You might call me a news junkie. I’ve always been interested in national politics. That’s why I read a lot of articles about current events. I read some that I agree with, and some that I don’t. One thing I’ve learned, though, is that I cannot always tell what an article is about by just reading the headline. Actually, I often find headlines that were very misleading once I read the entire story that follows. By the way, I have found this problem to be on both sides of the political spectrum.

Let me give you just one example. This last year the New York Times had an article with this headline: “2 Palestinians Killed Following Stabbing Attack in Jerusalem.” When you read the whole article, you find that the two Palestinians who were killed were also the ones who committed the stabbing. I think you’ll agree that is not the impression the headline gave.

We often experience a lack of trust on a more personal level, too. For example, someone you trust can let you down, or even worse, someone close to you can turn on you and hurt you deeply. We all have been disappointed by others, but sadly the deepest wounds often come from those who are the closest to us.

King David knew what that was like. One of his closest friends abandoned David and even began plotting with David’s enemies to have him killed. Listen to the ache it caused in David’s heart, “For it is not an enemy who reproaches me, then I could bear it; nor is it one who hates me who has exalted himself against me, then I could hide myself from him. But it is you, a man my equal, my companion and my familiar friend; we who had sweet fellowship together walked in the house of God in the throng” (Psalm 55:12-14).

If we can’t even trust our closest friends, then who can we trust? Thankfully, there is good news.

Did you know that our Creator is completely and perfectly trustworthy? Everything He promises to do, He does.

How can we know for sure that our God is dependable? We must realize that He is nothing like you and me. Our tendency is to imagine that God is, at least in some ways, much like us. Better than us, for sure, but similar to us. God tells us otherwise, “I am God, and there is no one like Me” (Isaiah 46:9). The Psalmist put it this way, “O Lord God of hosts, who is like You, O mighty Lord?” (Psalm 89:8). The point is, we can’t compare God to anyone else.

Since our emotions often change from happy to angry to sad, and back again, many people assume that God is something like that, too. One day we feel good, the next day we don’t. Sometimes we are cheerful and patient. Other times we are grumpy and impatient. God, on the other hand, is always the same. He never loses His temper. He never runs out of patience.  He is perfectly and eternally the same.

God’s faithfulness has no limits. “Your lovingkindness, O Lord, extends to the heavens, Your faithfulness reaches to the skies” (Psalm 36:5). “Your faithfulness continues throughout all generations” (Psalm 119:90).

Let’s not forget that, unlike us, everything God sets out to do, He does: “Truly I have spoken; truly I will bring it to pass. I have planned it, surely I will do it” (Isaiah 46:11). “The counsel of the Lord stands forever, the plans of His heart from generation to generation” (Psalm 33:11).

This truth greatly impacted Thomas Chisholm (1866 –1960). He, like Abraham Lincoln, was born in a log cabin in Kentucky. When he was a young man, he surrendered his life to Jesus Christ.

His health was never very good, and he was only able to hold down a few jobs. Even though his life was often difficult, Thomas Chisholm wrote over 1,200 Christian poems. He drew great encouragement from one of his favorite Bible passages: Lamentations 3:21-25 “This I recall to my mind, therefore I have hope. The Lord’s lovingkindnesses indeed never cease, for His compassions never fail. They are new every morning; great is Your faithfulness. ‘The Lord is my portion,’ says my soul, therefore I have hope in Him’ The Lord is good to those who wait for Him, to the person who seeks Him.

Those words inspired Thomas Chisholm to write the famous song “Great is Thy Faithfulness.” He wrote it a full thirty years after he started following Christ. In spite of all he had gone through, he could still write eloquently of God’s faithfulness. That song was relatively unknown until George Beverly Shea sang it in many of the Billy Graham Crusades.

Have you discovered God’s faithfulness? We all could use a reliable friend, and I’m so glad I found one in Jesus Christ. “You are My friends if you do what I command you. No longer do I call you slaves, for the slave does not know what his master is doing; but I have called you friends, for all things that I have heard from My Father I have made known to you” (John 15:14-15).

I don’t know what I would do without Him! “Let us hold fast the confession of our hope without wavering, for He who promised is faithful (Hebrews 10:23).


WHAT IS BEING ASKED: Your answer should be one number: how many lines below hold the word "title".

Extracted data entries:
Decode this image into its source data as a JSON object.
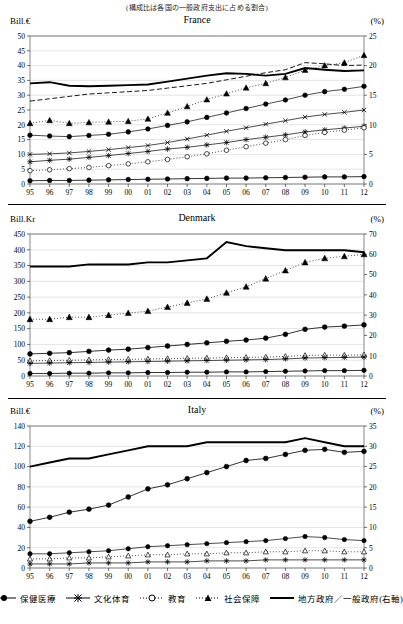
{
  "top_note": "(構成比は各国の一般政府支出に占める割合)",
  "legend": [
    {
      "key": "health",
      "label": "保健医療"
    },
    {
      "key": "culture",
      "label": "文化体育"
    },
    {
      "key": "education",
      "label": "教育"
    },
    {
      "key": "social",
      "label": "社会保障"
    },
    {
      "key": "localshare",
      "label": "地方政府／一般政府(右軸)"
    }
  ],
  "panels": [
    {
      "title": "France",
      "ylabel_left": "Bill.€",
      "ylabel_right": "(%)",
      "chart_data": {
        "type": "line",
        "title": "France",
        "xlabel": "",
        "ylabel": "Bill.€",
        "ylabel_right": "(%)",
        "ylim": [
          0,
          50
        ],
        "ylim_right": [
          0,
          25
        ],
        "yticks": [
          0,
          5,
          10,
          15,
          20,
          25,
          30,
          35,
          40,
          45,
          50
        ],
        "yticks_right": [
          0,
          5,
          10,
          15,
          20,
          25
        ],
        "grid": true,
        "legend_position": "bottom",
        "categories": [
          "95",
          "96",
          "97",
          "98",
          "99",
          "00",
          "01",
          "02",
          "03",
          "04",
          "05",
          "06",
          "07",
          "08",
          "09",
          "10",
          "11",
          "12"
        ],
        "series": [
          {
            "name": "保健医療",
            "axis": "left",
            "values": [
              1.1,
              1.2,
              1.2,
              1.3,
              1.4,
              1.5,
              1.6,
              1.7,
              1.8,
              1.9,
              2.0,
              2.0,
              2.1,
              2.2,
              2.3,
              2.4,
              2.4,
              2.5
            ]
          },
          {
            "name": "文化体育",
            "axis": "left",
            "values": [
              7.5,
              8.0,
              8.4,
              9.0,
              9.6,
              10.3,
              11.0,
              11.8,
              12.4,
              13.2,
              14.0,
              15.0,
              15.8,
              16.6,
              17.6,
              18.3,
              18.9,
              19.5
            ]
          },
          {
            "name": "教育",
            "axis": "left",
            "values": [
              16.5,
              16.2,
              16.0,
              16.4,
              16.8,
              17.6,
              18.6,
              19.8,
              21.0,
              22.5,
              24.0,
              25.5,
              27.0,
              28.4,
              30.0,
              31.2,
              32.0,
              33.0
            ]
          },
          {
            "name": "社会保障",
            "axis": "left",
            "values": [
              20.5,
              21.5,
              20.5,
              20.8,
              21.0,
              21.2,
              22.0,
              24.0,
              26.2,
              28.5,
              30.5,
              32.5,
              34.0,
              36.0,
              38.5,
              40.0,
              41.0,
              43.5
            ]
          },
          {
            "name": "地方政府／一般政府(右軸)",
            "axis": "right",
            "values": [
              17.0,
              17.2,
              16.6,
              16.5,
              16.6,
              16.7,
              16.8,
              17.3,
              17.8,
              18.3,
              18.7,
              18.6,
              18.3,
              18.6,
              19.6,
              19.3,
              19.1,
              19.2
            ]
          },
          {
            "name": "補助系列A",
            "axis": "left",
            "values": [
              10.0,
              10.2,
              10.5,
              11.0,
              11.6,
              12.3,
              13.0,
              14.0,
              15.2,
              16.5,
              17.8,
              19.0,
              20.2,
              21.4,
              22.6,
              23.5,
              24.2,
              25.0
            ]
          },
          {
            "name": "補助系列B",
            "axis": "left",
            "values": [
              4.5,
              4.8,
              5.2,
              5.6,
              6.2,
              6.8,
              7.5,
              8.3,
              9.2,
              10.2,
              11.4,
              12.6,
              13.8,
              15.0,
              16.4,
              17.4,
              18.2,
              19.0
            ]
          },
          {
            "name": "破線(右軸)",
            "axis": "right",
            "values": [
              14.0,
              14.4,
              14.8,
              15.2,
              15.4,
              15.6,
              15.8,
              16.2,
              16.6,
              17.0,
              17.6,
              18.2,
              18.8,
              19.3,
              20.5,
              20.3,
              20.0,
              20.1
            ]
          }
        ]
      }
    },
    {
      "title": "Denmark",
      "ylabel_left": "Bill.Kr",
      "ylabel_right": "(%)",
      "chart_data": {
        "type": "line",
        "title": "Denmark",
        "xlabel": "",
        "ylabel": "Bill.Kr",
        "ylabel_right": "(%)",
        "ylim": [
          0,
          450
        ],
        "ylim_right": [
          0,
          70
        ],
        "yticks": [
          0,
          50,
          100,
          150,
          200,
          250,
          300,
          350,
          400,
          450
        ],
        "yticks_right": [
          0,
          10,
          20,
          30,
          40,
          50,
          60,
          70
        ],
        "grid": true,
        "legend_position": "bottom",
        "categories": [
          "95",
          "96",
          "97",
          "98",
          "99",
          "00",
          "01",
          "02",
          "03",
          "04",
          "05",
          "06",
          "07",
          "08",
          "09",
          "10",
          "11",
          "12"
        ],
        "series": [
          {
            "name": "保健医療",
            "axis": "left",
            "values": [
              70,
              72,
              74,
              78,
              82,
              85,
              90,
              95,
              100,
              105,
              110,
              114,
              120,
              132,
              148,
              155,
              158,
              162
            ]
          },
          {
            "name": "文化体育",
            "axis": "left",
            "values": [
              48,
              49,
              50,
              51,
              52,
              53,
              54,
              55,
              56,
              57,
              58,
              59,
              60,
              62,
              65,
              66,
              66,
              67
            ]
          },
          {
            "name": "教育",
            "axis": "left",
            "values": [
              40,
              41,
              42,
              43,
              44,
              45,
              46,
              47,
              48,
              49,
              50,
              51,
              52,
              54,
              57,
              58,
              59,
              60
            ]
          },
          {
            "name": "社会保障",
            "axis": "left",
            "values": [
              8,
              8,
              9,
              9,
              10,
              10,
              11,
              11,
              12,
              12,
              13,
              13,
              14,
              15,
              16,
              17,
              17,
              18
            ]
          },
          {
            "name": "地方政府／一般政府(右軸)",
            "axis": "right",
            "values": [
              54,
              54,
              54,
              55,
              55,
              55,
              56,
              56,
              57,
              58,
              66,
              64,
              63,
              62,
              62,
              62,
              62,
              61
            ]
          },
          {
            "name": "破線三角(右軸)",
            "axis": "right",
            "values": [
              28,
              28,
              29,
              29,
              30,
              31,
              32,
              34,
              36,
              38,
              41,
              44,
              48,
              52,
              56,
              58,
              59,
              60
            ]
          }
        ]
      }
    },
    {
      "title": "Italy",
      "ylabel_left": "Bill.€",
      "ylabel_right": "(%)",
      "chart_data": {
        "type": "line",
        "title": "Italy",
        "xlabel": "",
        "ylabel": "Bill.€",
        "ylabel_right": "(%)",
        "ylim": [
          0,
          140
        ],
        "ylim_right": [
          0,
          35
        ],
        "yticks": [
          0,
          20,
          40,
          60,
          80,
          100,
          120,
          140
        ],
        "yticks_right": [
          0,
          5,
          10,
          15,
          20,
          25,
          30,
          35
        ],
        "grid": true,
        "legend_position": "bottom",
        "categories": [
          "95",
          "96",
          "97",
          "98",
          "99",
          "00",
          "01",
          "02",
          "03",
          "04",
          "05",
          "06",
          "07",
          "08",
          "09",
          "10",
          "11",
          "12"
        ],
        "series": [
          {
            "name": "保健医療",
            "axis": "left",
            "values": [
              46,
              50,
              55,
              58,
              62,
              70,
              78,
              82,
              88,
              94,
              100,
              106,
              108,
              112,
              116,
              117,
              114,
              115
            ]
          },
          {
            "name": "文化体育",
            "axis": "left",
            "values": [
              14,
              14,
              15,
              16,
              17,
              19,
              21,
              22,
              23,
              24,
              25,
              26,
              27,
              29,
              31,
              30,
              28,
              27
            ]
          },
          {
            "name": "教育",
            "axis": "left",
            "values": [
              9,
              9,
              10,
              10,
              11,
              12,
              13,
              13,
              14,
              14,
              15,
              15,
              16,
              16,
              17,
              17,
              16,
              16
            ]
          },
          {
            "name": "社会保障",
            "axis": "left",
            "values": [
              4,
              4,
              4,
              5,
              5,
              5,
              6,
              6,
              6,
              7,
              7,
              7,
              8,
              8,
              8,
              8,
              8,
              8
            ]
          },
          {
            "name": "地方政府／一般政府(右軸)",
            "axis": "right",
            "values": [
              25,
              26,
              27,
              27,
              28,
              29,
              30,
              30,
              30,
              31,
              31,
              31,
              31,
              31,
              32,
              31,
              30,
              30
            ]
          }
        ]
      }
    }
  ]
}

SOLUTION FOR THIS EXERCISE: 6